On the morning of the sixteenth of January, Laure went into the spinning-room with the other women, to begin the old, familiar work. The sight of that room brought back to her a peculiar sensation. Long-forgotten memories of her girlhood’s yearnings and restless discontents, half-formed plans and desires, picture after picture of what she had once imagined convent life to be, crowded thick upon her, and caused her to shudder, knowing what these vague dreams had led her to. Here was the room, with its row of wheels and tambour-frames, and, at the end, the big, wooden loom, filled with red warp. Everywhere were little disorderly heaps of flax and uncarded wool, bits of thread and silk, and long woollen remnants clipped from uneven tapestry borders. In a moment this place would be alive with the droning buzz of wheels, the clack-clack of the loom, and the bright chatter of feminine voices. Laure heard it all in the first glance down the room, and in the same instant she lived a lifetime here. Before her eyes was an endless vista of mornings spent in this place upon work that could never keep her thoughts from paths where they should not stray. Alas! with Flammecœur she had neither toiled nor spun.

In neither face nor manner did Laure betray any suggestion of her feeling; and she found herself presently seated at a wheel, between Alixe, who was at the tapestry frame, and Lenore, who had come to the room for the first time in many weeks, and was engaged in fashioning a delicate little garment of white saie. Madame, at the head of the room, was embroidering a square of linen and overseeing the work of every one else; and she glanced, every now and then, rather searchingly into her daughter’s face, finding in it, however, nothing that could cause her anxiety; for Laure was ashamed of her own sensations, and strove bravely to conceal them.

Possibly this scene might have held out promise of reward to the thinker, the psychologist, or the humanitarian. Of all these quiet, busy women, was there one whose dull, passionless exterior did not cover an intricate and tumultuous heart-history? The rebellious thought-life of Alixe was no less interesting, despite her inactivity, than the deadening sorrow through which Lenore had passed. Nor had the early life of Eleanore, with its doubtful joys and its bitter periods of loneliness, left any stronger traces in her face than had the long after-years of rigid self-suppression. She had nearly overcome her once devastating habit of self-analysis, by forcing herself to take an unselfish interest in those around her. But the marks of her later and nobler struggles with grief lay as plainly in her face as those of her younger life. Only, the influence of her youth, with its rebellions and its solitudes, was to be found bodily transferred into the character of Laure, who had, in her infancy, absorbed her mother into herself. These four women, by reason either of years or station, had experienced much in the ways of joy and sorrow. But to what depths of unhappiness all the other pathetically colorless lives of the uninstructed and unloved women of that day had sunk, cannot be surmised by any one who has seen what strange courses loneliness and solitude will take. Who knows how great a self-struggle may result only in a pallid, vacant face and a negative personality? And what had they, all these neglected women of the chivalric age, to give them life, color, or force? Men did battle and feats of arms, expecting their ladies to sit at home, to toil and spin and bear them heirs, and, when their time came, haply die. So much we all know. But how much these same women, having something of both soul and brain, may have tried to use them in their small way, who has cared to surmise?

The January morning wore along, and by and by the fitful chatter became more fitful: the pauses grew longer; for every one was weary with work, and with the incessant noise of loom and wheel. Laure, who through the morning had been covertly watching Lenore at her task, saw that the young woman had grown paler than was her wont, and that the shadows under her eyes had deepened till their effect against her pallor was startling. Gradually Lenore’s hands moved more slowly. She would pause for a moment, and then, with a slight start, return to her work with so conscious an effort that Laure was more than once on the point of crying to her to stop. Presently, however, Lenore herself looked toward madame’s chair with an appeal in her eyes and a faintly murmured word on her lips.

Eleanore glanced at her, and then rose at once and went over to her side. “Why didst thou not speak sooner? Go quickly to thy room and lie down. Shall I send Alixe with thee?”

“Nay! Let me rather be alone!” And Lenore, hastily gathering her work into her arms, slipped from her place and was gone from the room.

The little scene caused no comment. Only Laure, who was not accustomed to the sight of Lenore’s transparent skin and almost startling frailty, sat thinking about her after she was gone. How forlorn must be her poor existence! If she had greatly loved Gerault,—and surely any maiden would have loved him,—how gray her world must have become! how without hope her life! Laure lost herself completely in a revery of Lenore’s sorrows, and forgot, for the time, how weary she herself was: how her foot ached with treading the wheel, and how irritated were her finger-tips with the long unaccustomed manipulation of thread. But it came as an intense relief when she heard her mother say softly,—

“Go thou, Laure, to thy sister’s room. Make her comfortable, if thou canst. Take the wheel also with thee and finish thy skein there.”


**Problem to solve**
Filter the entries for the string "figure". Copy each line that has it.

**Data shown**
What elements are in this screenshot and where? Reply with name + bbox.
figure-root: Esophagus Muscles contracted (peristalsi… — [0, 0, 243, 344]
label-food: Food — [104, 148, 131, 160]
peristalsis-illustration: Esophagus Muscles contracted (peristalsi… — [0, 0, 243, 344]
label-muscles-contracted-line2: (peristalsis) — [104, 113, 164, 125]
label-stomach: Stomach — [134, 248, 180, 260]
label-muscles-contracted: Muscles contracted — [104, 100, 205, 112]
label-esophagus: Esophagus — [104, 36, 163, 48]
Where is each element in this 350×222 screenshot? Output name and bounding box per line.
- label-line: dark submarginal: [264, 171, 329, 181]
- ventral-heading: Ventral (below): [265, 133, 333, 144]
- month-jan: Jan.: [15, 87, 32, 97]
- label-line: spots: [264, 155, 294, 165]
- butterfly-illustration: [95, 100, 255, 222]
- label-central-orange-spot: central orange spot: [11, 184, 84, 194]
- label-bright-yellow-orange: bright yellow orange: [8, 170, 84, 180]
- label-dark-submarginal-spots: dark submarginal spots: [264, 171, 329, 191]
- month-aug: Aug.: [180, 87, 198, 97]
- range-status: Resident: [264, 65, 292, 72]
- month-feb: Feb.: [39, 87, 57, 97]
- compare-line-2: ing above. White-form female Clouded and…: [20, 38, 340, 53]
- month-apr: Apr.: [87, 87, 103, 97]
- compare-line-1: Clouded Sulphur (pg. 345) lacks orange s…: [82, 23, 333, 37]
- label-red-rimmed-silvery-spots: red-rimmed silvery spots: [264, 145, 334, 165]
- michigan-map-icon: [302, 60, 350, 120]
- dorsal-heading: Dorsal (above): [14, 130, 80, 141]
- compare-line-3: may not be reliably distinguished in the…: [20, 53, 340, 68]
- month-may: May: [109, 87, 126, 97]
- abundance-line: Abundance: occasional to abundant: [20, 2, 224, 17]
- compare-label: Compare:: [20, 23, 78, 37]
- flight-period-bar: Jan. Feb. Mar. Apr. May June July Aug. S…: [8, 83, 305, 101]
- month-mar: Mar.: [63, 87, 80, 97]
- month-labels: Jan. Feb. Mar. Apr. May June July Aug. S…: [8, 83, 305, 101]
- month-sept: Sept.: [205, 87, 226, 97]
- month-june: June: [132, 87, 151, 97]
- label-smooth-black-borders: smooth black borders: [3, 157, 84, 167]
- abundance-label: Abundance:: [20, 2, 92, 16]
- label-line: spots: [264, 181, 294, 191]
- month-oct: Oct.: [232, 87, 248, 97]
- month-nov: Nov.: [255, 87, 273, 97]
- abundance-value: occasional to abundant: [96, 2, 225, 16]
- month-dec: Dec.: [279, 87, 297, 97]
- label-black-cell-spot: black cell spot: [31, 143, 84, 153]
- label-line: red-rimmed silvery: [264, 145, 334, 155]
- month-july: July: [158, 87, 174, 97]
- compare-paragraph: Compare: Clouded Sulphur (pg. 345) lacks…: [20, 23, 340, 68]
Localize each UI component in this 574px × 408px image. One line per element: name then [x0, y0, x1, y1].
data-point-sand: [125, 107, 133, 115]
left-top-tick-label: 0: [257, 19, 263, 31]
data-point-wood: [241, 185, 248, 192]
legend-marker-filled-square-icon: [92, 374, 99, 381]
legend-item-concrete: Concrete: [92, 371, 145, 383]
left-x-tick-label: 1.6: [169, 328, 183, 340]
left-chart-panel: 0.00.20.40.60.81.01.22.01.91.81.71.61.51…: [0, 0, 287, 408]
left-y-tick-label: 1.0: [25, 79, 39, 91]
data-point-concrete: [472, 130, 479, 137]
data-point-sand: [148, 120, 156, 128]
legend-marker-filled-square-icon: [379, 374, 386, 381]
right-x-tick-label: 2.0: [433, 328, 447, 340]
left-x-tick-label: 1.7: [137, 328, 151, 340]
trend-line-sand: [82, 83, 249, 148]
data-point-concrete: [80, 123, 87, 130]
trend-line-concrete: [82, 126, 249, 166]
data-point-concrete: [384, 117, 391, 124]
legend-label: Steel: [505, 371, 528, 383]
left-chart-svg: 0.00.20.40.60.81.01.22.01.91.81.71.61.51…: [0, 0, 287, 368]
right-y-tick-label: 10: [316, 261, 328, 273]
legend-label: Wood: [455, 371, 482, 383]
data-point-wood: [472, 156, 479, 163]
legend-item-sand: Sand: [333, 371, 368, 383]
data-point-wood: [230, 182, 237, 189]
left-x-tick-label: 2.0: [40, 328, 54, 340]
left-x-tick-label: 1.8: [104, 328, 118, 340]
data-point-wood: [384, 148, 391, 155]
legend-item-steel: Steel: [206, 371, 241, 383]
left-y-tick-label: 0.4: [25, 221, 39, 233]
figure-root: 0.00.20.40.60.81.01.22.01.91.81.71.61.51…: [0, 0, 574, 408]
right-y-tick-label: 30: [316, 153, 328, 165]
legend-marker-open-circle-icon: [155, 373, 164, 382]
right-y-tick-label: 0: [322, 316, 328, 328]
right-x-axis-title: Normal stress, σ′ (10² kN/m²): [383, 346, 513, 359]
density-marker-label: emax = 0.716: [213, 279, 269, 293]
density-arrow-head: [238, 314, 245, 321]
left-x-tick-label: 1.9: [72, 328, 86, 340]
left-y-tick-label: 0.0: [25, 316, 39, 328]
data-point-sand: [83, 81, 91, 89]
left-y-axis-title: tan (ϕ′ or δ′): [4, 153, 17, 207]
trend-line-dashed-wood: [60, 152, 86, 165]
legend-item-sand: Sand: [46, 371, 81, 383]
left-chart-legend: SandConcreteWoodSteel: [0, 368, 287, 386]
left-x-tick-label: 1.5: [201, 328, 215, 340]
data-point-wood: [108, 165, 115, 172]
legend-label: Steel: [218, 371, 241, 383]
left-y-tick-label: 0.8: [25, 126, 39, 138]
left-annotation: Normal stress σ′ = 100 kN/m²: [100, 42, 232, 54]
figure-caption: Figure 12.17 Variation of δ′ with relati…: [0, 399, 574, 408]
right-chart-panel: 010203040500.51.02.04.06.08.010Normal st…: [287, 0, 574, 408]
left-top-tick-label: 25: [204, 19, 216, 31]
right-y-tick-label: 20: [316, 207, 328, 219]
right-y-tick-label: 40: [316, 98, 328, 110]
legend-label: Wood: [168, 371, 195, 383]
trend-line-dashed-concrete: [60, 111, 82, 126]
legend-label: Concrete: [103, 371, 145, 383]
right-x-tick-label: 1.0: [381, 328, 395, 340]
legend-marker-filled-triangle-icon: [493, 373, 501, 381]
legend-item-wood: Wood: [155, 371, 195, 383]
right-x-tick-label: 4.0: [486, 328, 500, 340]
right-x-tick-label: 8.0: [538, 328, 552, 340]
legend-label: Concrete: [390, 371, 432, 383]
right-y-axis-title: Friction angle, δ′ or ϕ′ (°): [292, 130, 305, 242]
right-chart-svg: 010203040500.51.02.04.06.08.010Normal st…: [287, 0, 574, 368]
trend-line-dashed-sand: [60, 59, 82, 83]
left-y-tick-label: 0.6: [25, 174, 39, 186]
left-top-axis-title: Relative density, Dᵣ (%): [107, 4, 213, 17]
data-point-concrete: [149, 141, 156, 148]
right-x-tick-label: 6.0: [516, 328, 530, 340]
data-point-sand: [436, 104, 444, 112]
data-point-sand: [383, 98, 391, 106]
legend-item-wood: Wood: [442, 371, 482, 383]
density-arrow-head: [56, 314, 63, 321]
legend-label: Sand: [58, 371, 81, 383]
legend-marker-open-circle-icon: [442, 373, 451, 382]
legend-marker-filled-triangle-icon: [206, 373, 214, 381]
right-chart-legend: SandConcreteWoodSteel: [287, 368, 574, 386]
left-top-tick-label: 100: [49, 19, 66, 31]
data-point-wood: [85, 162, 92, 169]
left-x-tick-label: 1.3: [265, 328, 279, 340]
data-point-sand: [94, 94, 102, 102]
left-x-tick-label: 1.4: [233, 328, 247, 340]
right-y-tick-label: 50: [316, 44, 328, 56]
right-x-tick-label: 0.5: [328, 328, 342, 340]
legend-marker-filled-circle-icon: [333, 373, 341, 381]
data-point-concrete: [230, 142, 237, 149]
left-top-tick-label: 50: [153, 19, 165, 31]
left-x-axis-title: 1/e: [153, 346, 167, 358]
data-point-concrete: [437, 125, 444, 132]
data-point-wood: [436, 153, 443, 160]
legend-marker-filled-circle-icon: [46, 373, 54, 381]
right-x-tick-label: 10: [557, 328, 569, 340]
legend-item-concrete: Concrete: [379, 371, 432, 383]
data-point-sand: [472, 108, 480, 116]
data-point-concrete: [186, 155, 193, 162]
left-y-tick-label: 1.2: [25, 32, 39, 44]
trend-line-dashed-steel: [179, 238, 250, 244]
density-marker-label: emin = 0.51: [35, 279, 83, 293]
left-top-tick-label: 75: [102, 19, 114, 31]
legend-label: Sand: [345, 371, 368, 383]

**Your response**
figure-root: Esophagus Muscles contracted (peristalsi… — [0, 0, 243, 344]
figure-root: 0.00.20.40.60.81.01.22.01.91.81.71.61.51…: [0, 0, 574, 408]
figure-caption: Figure 12.17 Variation of δ′ with relati…: [0, 399, 574, 408]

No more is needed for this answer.